United States
For two years the streets of Newark have been a mess. Residents endured road closures and loud noise. New Jersey’s largest city has been replacing 18,500 dangerous lead service pipelines, more than half of all those connecting homes to the main water line. The replacement is nearly done. The speed is remarkable: government guidelines until recently gave American cities up to 33 years to replace lead pipelines. But Newark could not afford to wait.
Lead is highly toxic and can cause a host of health problems, including heart disease and infertility. It harms children’s developing brains, raising the risk of cognitive and behavioural problems. New Jersey began requiring major water systems to increase testing in the wake of the water crisis in Flint, Michigan, which did not treat water properly, exposing it to lead.
The lead levels in Newark were appallingly high. The Natural Resources Defence Council (nrdc), an environmental group, and new Caucus, made up of Newark teachers, sued the city and state in 2018 for failing to act quickly and for violating the federal Safe Drinking Water Act. By the summer of 2019 thousands of residents were told not to drink the tap water.
All 50 states have lead pipes. As many as 10m homes rely on them for their connections to the main water-supply lines. New lead pipes were not banned federally until 1986. Newark did so in 1953.
Old cities tend to be particularly plagued by pipes, some dating back a century, which were not maintained (see map). Chicago has more lead water lines than any other American city; it is substituting them at a snail-like pace of fewer than 800 a year. In Milwaukee, replacement will take decades at its current rate. Buffalo has about 100 miles (160km) of lead pipes delivering water to residents. It replaced 400 lines last year. Madison was ahead of the curve. It began removing its lead pipes in 2001, and took more than a decade to finish.



Swapping lead for copper pipes is expensive: it can cost between $5,000 and $11,000 to replace one pipe. Joe Biden’s “American Jobs Plan” released last month should help. He is calling for $111bn in water infrastructure, with $45bn to eliminate all lead pipes and service lines.
Erik Olson, of the nrdc, who flagged Newark’s lead problems in a report in 2003, now says Newark could be a model for other cities. “We’ve had our scraps with the city,” he says, “but they have turned things around.” The nrdc and new Caucus settled their lawsuit with Newark in January. But most cities bicker over cost and access.
Ras Baraka, Newark’s mayor, wanted to act fast, but lacked money. Joe DiVincenzo, the county executive of surrounding Essex County, o ered to help. He used the county’s triple-a bond rating to raise $120m.
The city’s water department and its subcontractors soon blanketed Newark. A city ordinance allowed workers to replace pipes without the homeowners’ permission. (Three-quarters of Newark residents live in rented space, and tracking down landlords would have held things up.) Kareem Adeem, the head of the water department, says that had it not been for covid-19 the project would have gone even faster. It has been done not only at high speed but also at low cost—roughly $7,000 per line.
Yvette Jordan, a teacher, who was part of the nrdc lawsuit, commends the city for its swiftness, but she says that, had Newark residents not protested and had she not filed suit, Mr Baraka would not have acted as he did. Many residents do not yet trust what comes out of their taps and still buy bottled water for drinking and brushing teeth. Others go to Water Boxes, filtration machines operated by the Newark Water Coalition, an activist group, for their weekly supply. Mr Baraka says: “You don’t have to take the mayor’s word for it. Just test it for free and you’ll know.”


> **What is required**
What lines in the data hold the string "figure"? Show them.

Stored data
━━━━━━━━━━

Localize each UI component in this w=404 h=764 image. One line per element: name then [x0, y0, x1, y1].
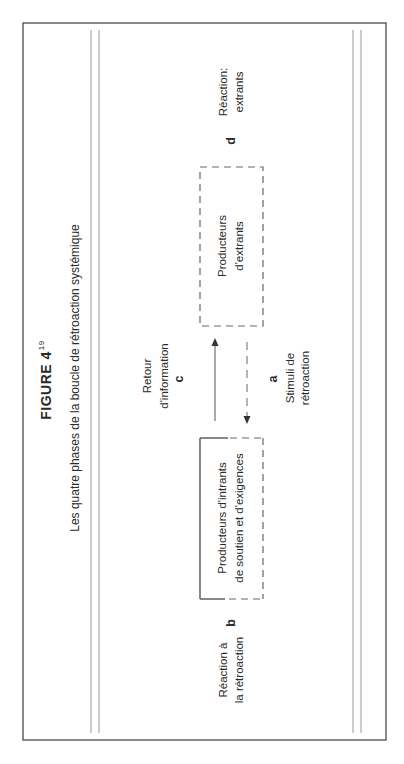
output-producers-line-2: d'extrants — [233, 221, 245, 271]
phase-b-letter: b — [224, 619, 238, 627]
phase-c-letter: c — [172, 375, 186, 382]
phase-b-line-2: la rétroaction — [233, 637, 245, 703]
input-producers-line-1: Producteurs d'intrants — [216, 462, 228, 574]
arrowhead-up-icon — [212, 338, 219, 346]
phase-c-line-2: d'information — [158, 343, 170, 408]
phase-c-line-1: Retour — [141, 359, 153, 394]
phase-d-line-2: extrants — [233, 71, 245, 112]
phase-d-letter: d — [224, 137, 238, 145]
phase-a-line-2: rétroaction — [299, 351, 311, 405]
arrow-information-return — [212, 338, 219, 421]
input-producers-line-2: de soutien et d'exigences — [233, 453, 245, 583]
figure-title-text: FIGURE 4 — [38, 351, 54, 420]
phase-d-line-1: Réaction: — [217, 68, 229, 117]
phase-a-letter: a — [266, 374, 280, 382]
figure-canvas: FIGURE 419 Les quatre phases de la boucl… — [0, 0, 404, 764]
figure-subtitle: Les quatre phases de la boucle de rétroa… — [68, 224, 82, 532]
input-producers-box — [200, 438, 263, 599]
output-producers-line-1: Producteurs — [216, 215, 228, 277]
arrowhead-down-icon — [244, 416, 251, 424]
arrow-feedback-stimuli — [244, 342, 251, 424]
output-producers-box — [200, 167, 263, 326]
phase-b-line-1: Réaction à — [217, 642, 229, 698]
phase-a-line-1: Stimuli de — [284, 353, 296, 404]
figure-title-superscript: 19 — [37, 340, 46, 350]
figure-title: FIGURE 419 — [37, 340, 54, 420]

━━━━━━━━━━

> **Answer box**
figure-title-text: FIGURE 4 — [38, 351, 54, 420]
figure-canvas: FIGURE 419 Les quatre phases de la boucl… — [0, 0, 404, 764]
figure-subtitle: Les quatre phases de la boucle de rétroa… — [68, 224, 82, 532]
figure-title-superscript: 19 — [37, 340, 46, 350]
figure-title: FIGURE 419 — [37, 340, 54, 420]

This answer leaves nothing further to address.